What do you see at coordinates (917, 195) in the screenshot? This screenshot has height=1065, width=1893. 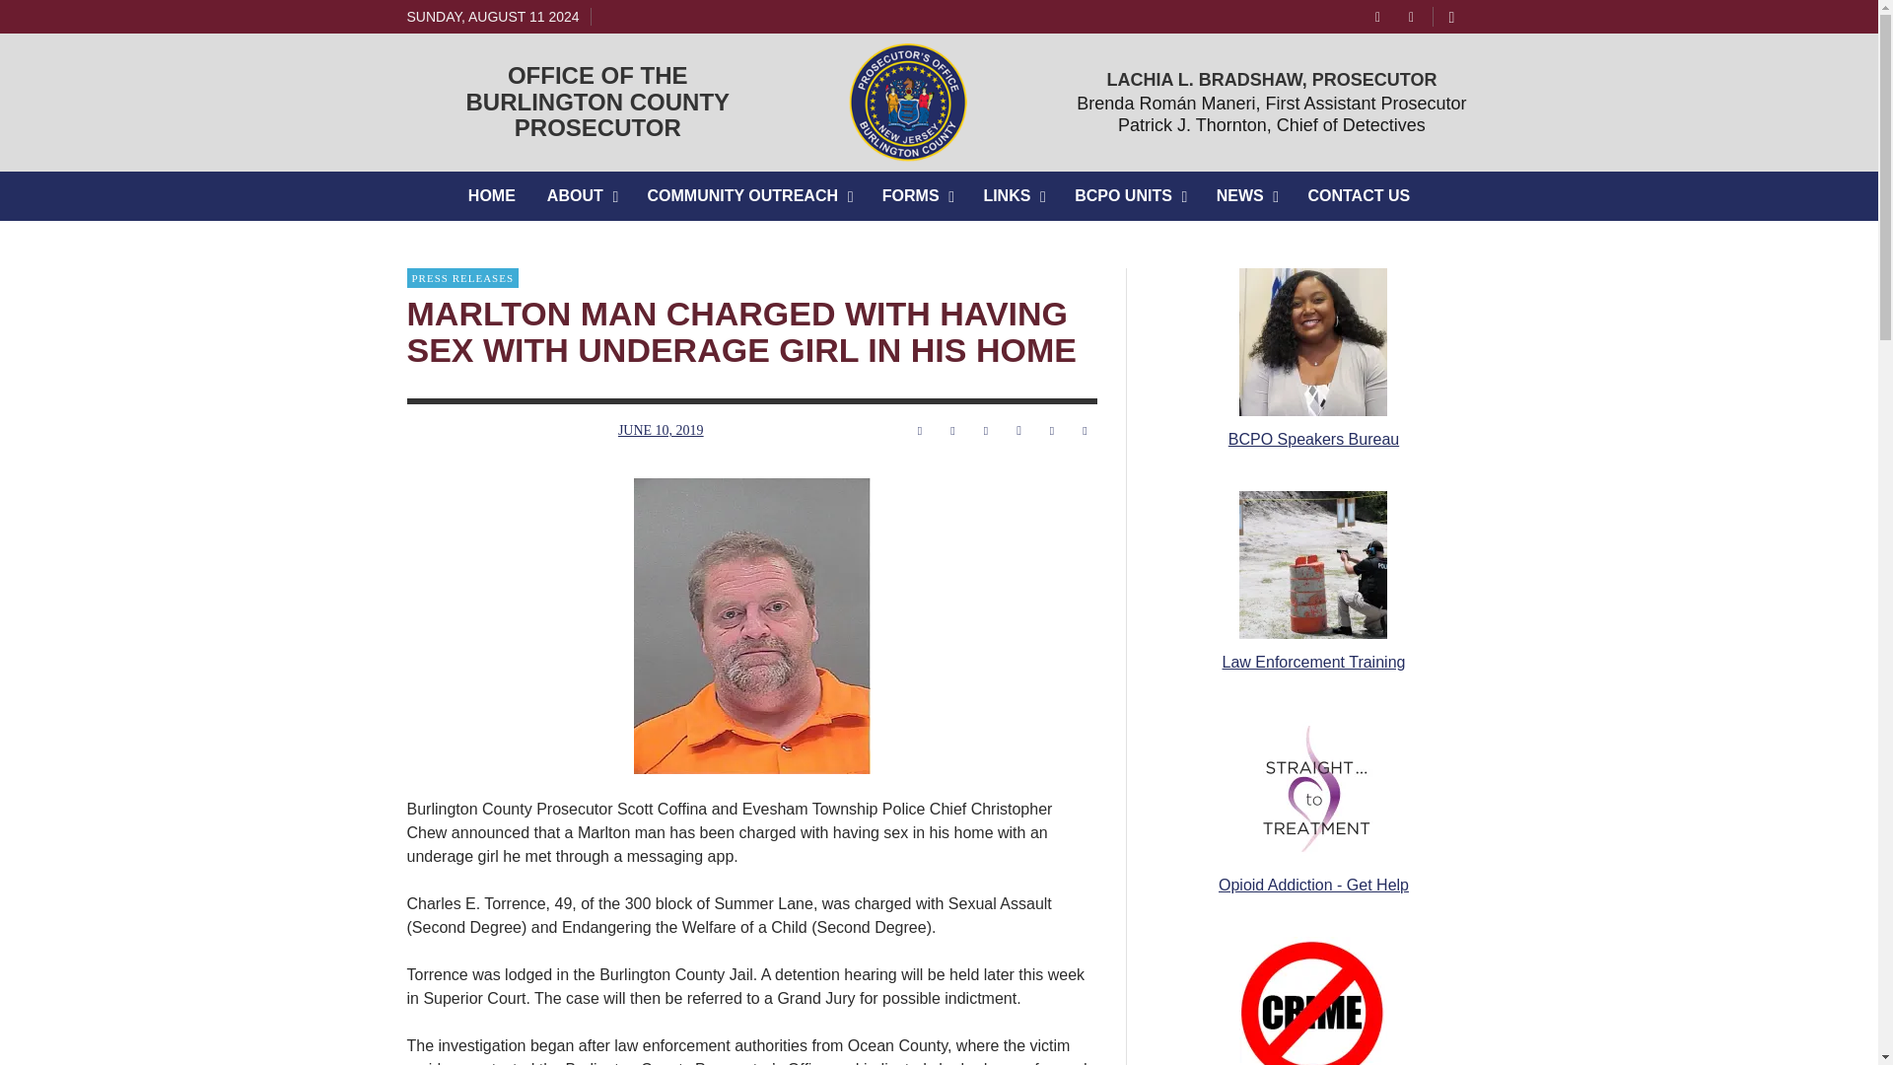 I see `FORMS` at bounding box center [917, 195].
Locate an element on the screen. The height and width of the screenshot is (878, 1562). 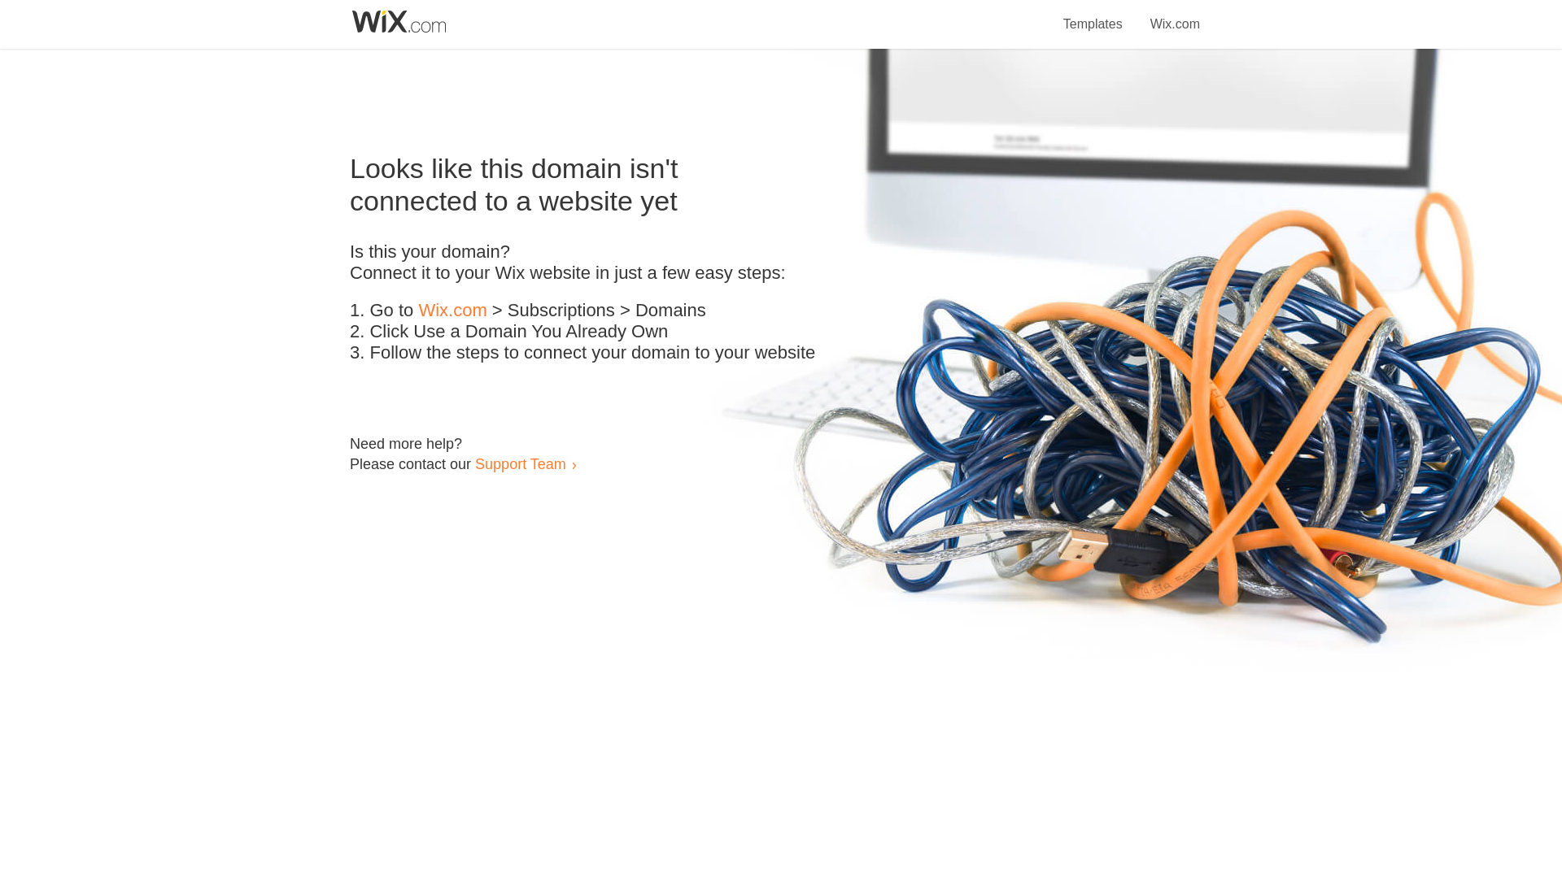
Support Team is located at coordinates (520, 464).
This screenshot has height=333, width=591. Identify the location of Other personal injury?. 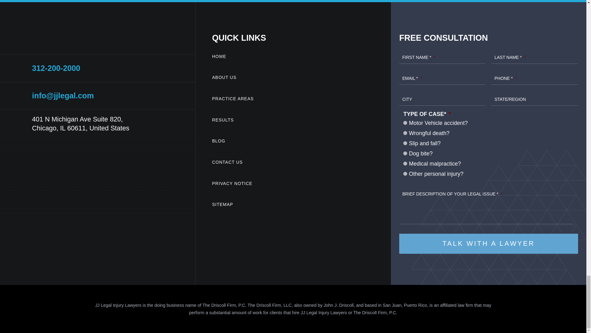
(405, 174).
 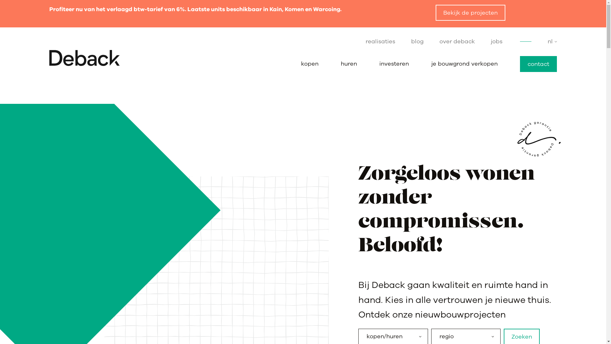 I want to click on facebook, so click(x=206, y=273).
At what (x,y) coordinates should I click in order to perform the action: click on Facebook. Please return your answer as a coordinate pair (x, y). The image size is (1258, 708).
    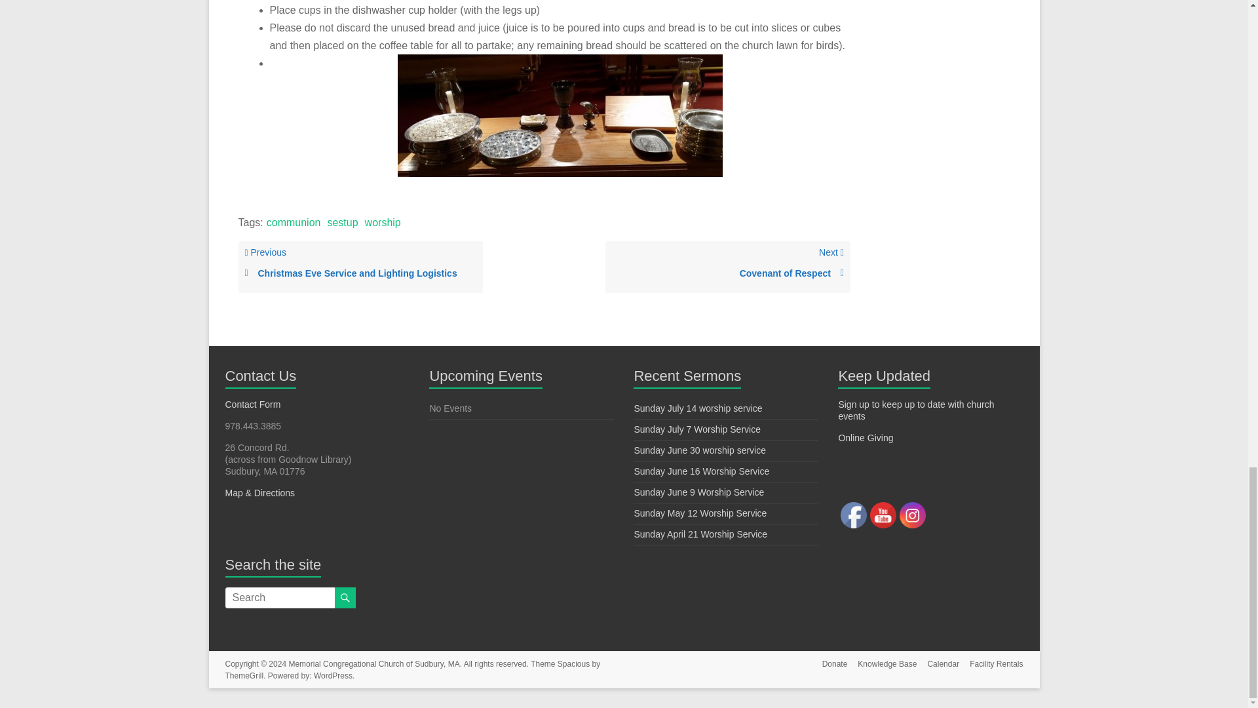
    Looking at the image, I should click on (853, 514).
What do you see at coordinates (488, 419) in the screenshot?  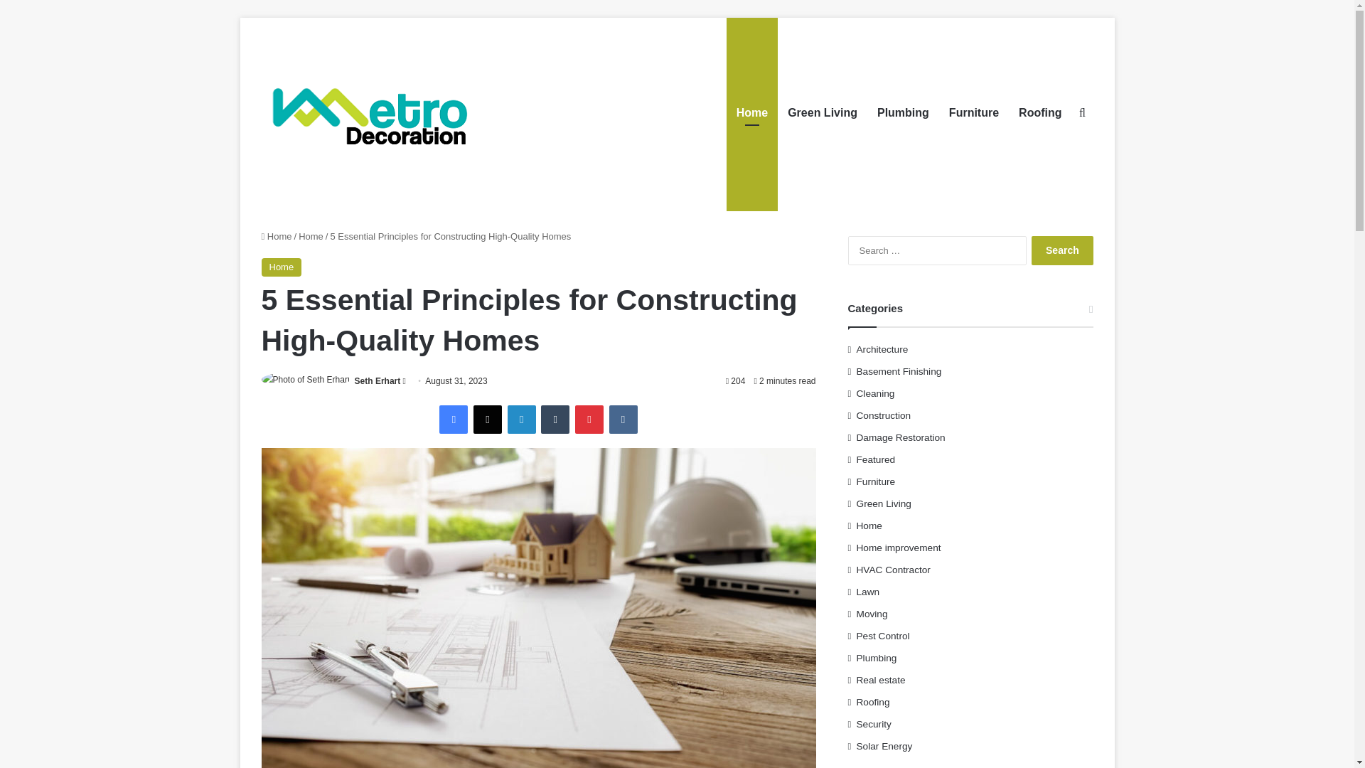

**ACTIVITY:** Leave out all pictures and extract exactly the lines from the line with "This screenshot has height=333, width=591." through the end of the material.

**EXERCISE ANSWER:**
This screenshot has height=333, width=591. Identify the location of Other personal injury?. 
(405, 174).
  I want to click on facebook, so click(x=206, y=273).
At what (x,y) coordinates should I click in order to perform the action: click on Facebook. Please return your answer as a coordinate pair (x, y). The image size is (1258, 708).
    Looking at the image, I should click on (853, 514).
What do you see at coordinates (488, 419) in the screenshot?  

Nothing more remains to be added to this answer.